Maryland Energy Administration Director Mary Beth Tung moderates a session featuring the Federal Energy Regulatory Commission Richard Glick at the 2020 Energy Policy Outlook Conference & Innovation Summit in Washington, DC sponsored by National Association of State Energy Officials (NASEO) Feb. 4 – 7, 2020.

This is a re-post from E&E News from Thursday, February 6, 2020 by Christian VasquezGlick warns of grid ‘peril’ from agency order”

A recent Federal Energy Regulatory Commission ruling on the nation’s largest electricity market could endanger some U.S. grid operators, Democratic FERC Commissioner Richard Glick told a gathering of state energy officials yesterday.

“If we don’t reassess where we’re heading, one: We’re going to put in peril the future of [regional transmission organizations] in general, because the states are going to pull out,” Glick said at a National Association of State Energy Officials summit in Washington, D.C. “Secondly, I think we’re just going to create more and more [FERC] litigation as energy prices continue to fall.”

FERC under Republican Chairman Neil Chatterjee recently ordered changes to the PJM Interconnection capacity market that extend the so-called minimum offer price rule to any electricity resource receiving state subsidies, including renewable energies such as wind and solar (Energywire, Dec. 20, 2019). Republican FERC commissioners said that the ruling was needed to preserve a fair market that is skewed by state subsidies.

The move drew heavy blowback from Democrats, some utilities and clean energy advocates, who said that FERC’s decision would force renewable and nuclear resources to compete at higher rates, harming the outlook for those markets in PJM’s territory. Critics have suggested states pursuing zero-carbon goals could pull out of PJM or other markets entirely rather than risk hampering their own energy policies.
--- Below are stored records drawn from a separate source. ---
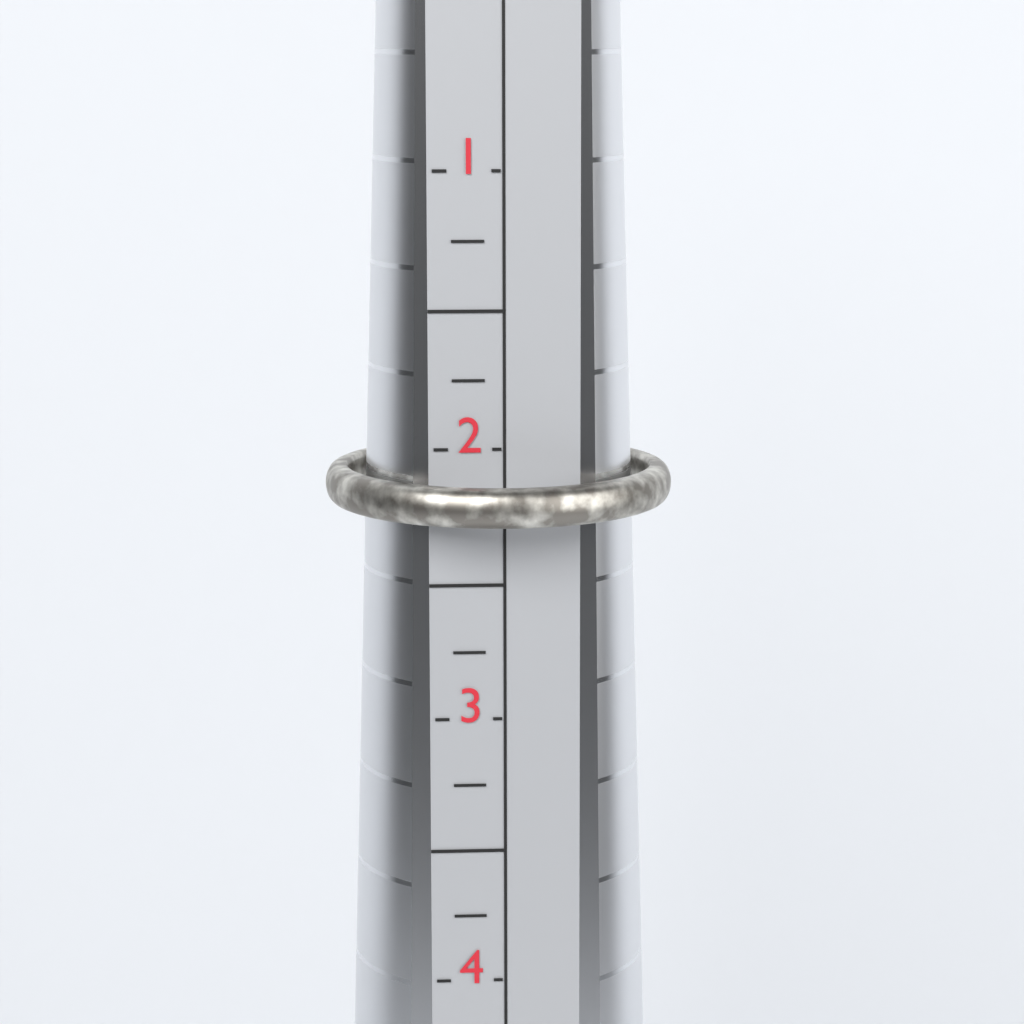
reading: 2.25 (no unit)
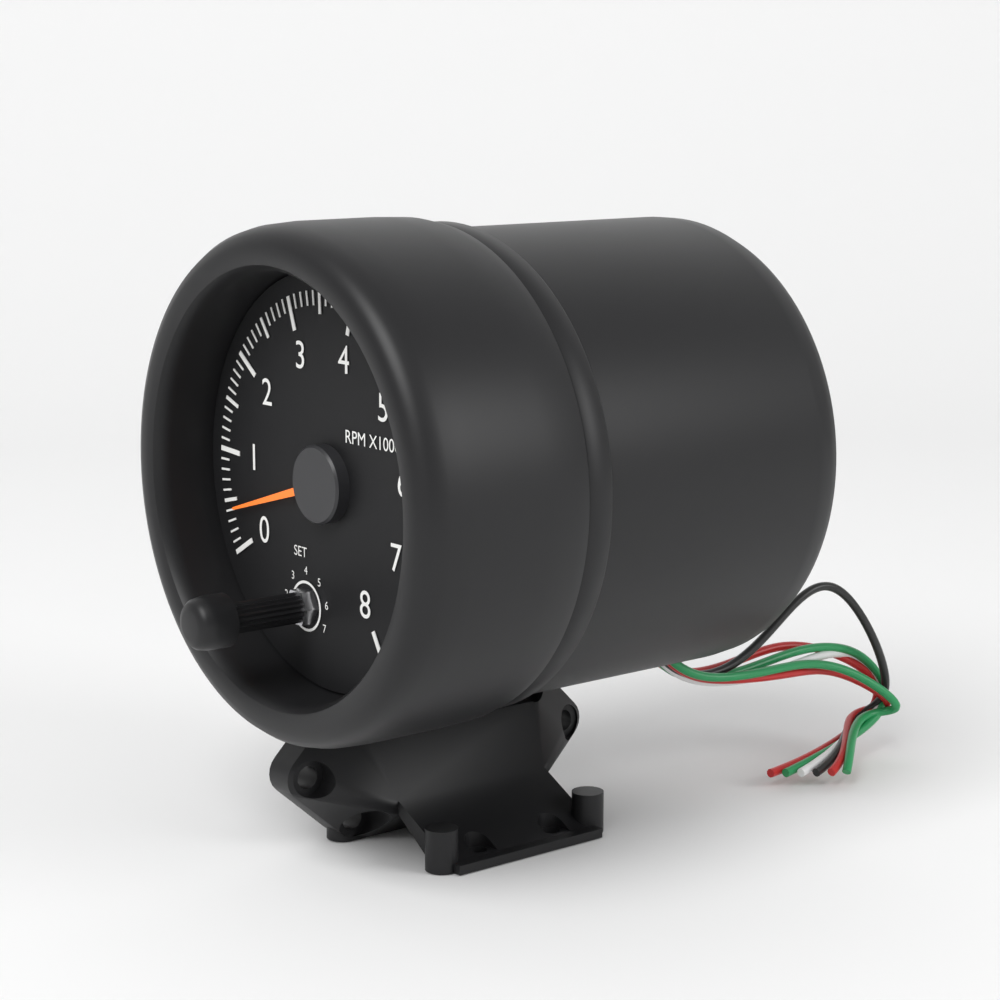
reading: 0.4 RPM x1000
Glick, who has been highly critical of the change, said FERC is “micromanaging every single aspect” of the capacity markets by fielding constant proposals from grid operators to make changes, and by “almost telling everyone actually bidding in what they can bid in at.”

“It’s really frustrating, and I’m not really sure if we’re achieving anything, because all we’re doing is bringing everything to FERC to litigate every last initiative,” Glick added. “There’s got to be a better way of doing it.”